Howdy!
We all need feedback to grow. But how do you actually get it? Today:
- My easy feedback system (that you can easily copy!)
Let’s get into it!
Why you need a feedback system
I’ve been working on my Spanish for nearly two years now, so I’ve hung out with lots of Mexicans.
By American standards, their humor is brutal.
One friend, for example, calls me poco gordito (little fatty) all the time in Spanish. It’s not meant as demeaning. In fact, it’s the opposite. He messes with me as part of our friendship.
It made me realize how quickly offended we are in America now.
And, since I have a business brain, I thought about how this affects business:
Our hypersensitivity means we’re starved for feedback.
Many people are terrified to give even tiny bits of real talk. We’re (rightly) terrified someone will get offended, and all hell will break loose.
But honest feedback is essential for growth, whether it’s personal or professional.
My solution
Crazy as it seems, I had to build a whole system for 360-degree performance feedback about myself.
Having a structure like this reassures people that I do, in fact, want to know their real thoughts.
Otherwise, I never get a real opinion.
So here’s how it works. If it seems over the top, blame America.
Part 1: Data Gathering
Every year, I ask my business coach Tom Cuthbert to do a 360 review on me.
He interviews the 6 to 8 people I work with most closely and anonymizes that into a report. It’s a mix of partners, employees, vendors, and others.
Then we have a 45-minute meeting where he gives me takeaways.
I learn the good stuff I need to reinforce, as well as the bad stuff that I need to work on.
This is how I learn the “unknown unknowns” about myself — and uncovering those blind spots is a rare gift into how I can improve.
By adding structure — and having people deliver this feedback to someone else, instead of me — I hear things that people otherwise wouldn’t say to my face. I get lots of information, but here’s a small excerpt:
Note: this is from 2023 — I’ve since solved all of these and become 100% perfect
How to do this:
Tom does a great job running these interviews for me. But there’s also pretty simple software options, like Leapsome (not a sponsor, we actually used them).
Or, you can partner with someone else to swap reviews — they interview your close contacts, and you do the same for them.
Part 2: Reinforcing what I learn
From here, I take what I learn and set a few concrete goals for how I’m going to improve.
For example, from the feedback above, I’d set a goal to take notes on all critical discussions.
BUT: It’s too easy to slip back into your old comfortable habits.
So I go one step further:
I schedule a monthly email to myself with the report. Then every month, I:
- Reread the report
- Reflect on my performance in the last month
- Decide if I need to change my goals
- Schedule the email for another month.
Any email provider should have a built-in scheduler like this. You can run exactly my system.
How it’s going
I’ve been running this system for about 5 years now. And the results have been pretty great.
The first few years were pretty humbling. I had no idea some of the (embarrassing) mistakes I was making.
But over time, small improvements compound to big changes.
At the end of the day, don’t take feedback as criticism.
Feedback is a gift.
And in America at least, it often requires people to go outside their comfort zone.
These days, no matter what feedback someone gives me, I say “thank you”.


### BRIEF
In the lines below, look for "Policy". Copy each line where it appears.

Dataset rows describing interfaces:

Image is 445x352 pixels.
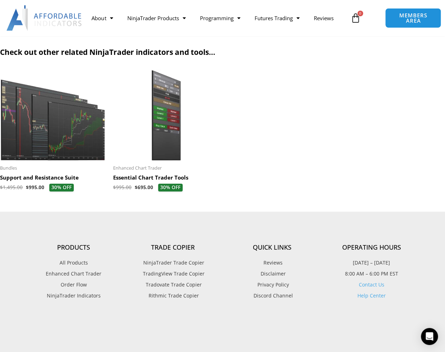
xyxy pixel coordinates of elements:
a: 0 [340,8,371,28]
a: Help Center [357,292,386,299]
p: [DATE] – [DATE] [322,258,421,268]
span: NinjaTrader Trade Copier [141,258,204,268]
a: All Products [24,258,123,268]
h4: Operating Hours [322,244,421,252]
a: MEMBERS AREA [385,8,441,28]
a: Futures Trading [247,10,306,26]
a: NinjaTrader Trade Copier [123,258,223,268]
a: NinjaTrader Indicators [24,291,123,301]
a: Reviews [306,10,340,26]
h4: Products [24,244,123,252]
span: Disclaimer [259,269,286,279]
h2: Essential Chart Trader Tools [113,174,219,182]
nav: Menu [84,10,347,26]
a: About [84,10,120,26]
div: Open Intercom Messenger [421,328,438,345]
span: $ [113,184,116,191]
span: Enhanced Chart Trader [46,269,101,279]
span: All Products [60,258,88,268]
span: $ [135,184,138,191]
a: Disclaimer [223,269,322,279]
a: Enhanced Chart Trader [24,269,123,279]
span: Rithmic Trade Copier [147,291,199,301]
img: LogoAI | Affordable Indicators – NinjaTrader [6,5,83,31]
span: TradingView Trade Copier [141,269,205,279]
span: Tradovate Trade Copier [144,280,202,290]
a: Privacy Policy [223,280,322,290]
span: Privacy Policy [256,280,289,290]
span: MEMBERS AREA [392,13,434,23]
span: 0 [357,11,363,16]
a: Tradovate Trade Copier [123,280,223,290]
a: Rithmic Trade Copier [123,291,223,301]
span: Enhanced Chart Trader [113,165,219,171]
a: Contact Us [359,281,384,288]
a: Reviews [223,258,322,268]
a: Programming [193,10,247,26]
img: Essential Chart Trader Tools | Affordable Indicators – NinjaTrader [113,70,219,161]
span: $ [26,184,29,191]
a: Discord Channel [223,291,322,301]
a: Essential Chart Trader Tools [113,174,219,184]
p: 8:00 AM – 6:00 PM EST [322,269,421,279]
h4: Quick Links [223,244,322,252]
bdi: 995.00 [26,184,44,191]
span: Order Flow [61,280,87,290]
span: 30% OFF [158,184,183,192]
span: 30% OFF [49,184,74,192]
a: TradingView Trade Copier [123,269,223,279]
a: Order Flow [24,280,123,290]
span: NinjaTrader Indicators [47,291,101,301]
h4: Trade Copier [123,244,223,252]
bdi: 695.00 [135,184,153,191]
span: Discord Channel [252,291,293,301]
a: NinjaTrader Products [120,10,193,26]
span: Reviews [262,258,283,268]
bdi: 995.00 [113,184,132,191]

### ANSWER AREA
a: Privacy Policy [223,280,322,290]
span: Privacy Policy [256,280,289,290]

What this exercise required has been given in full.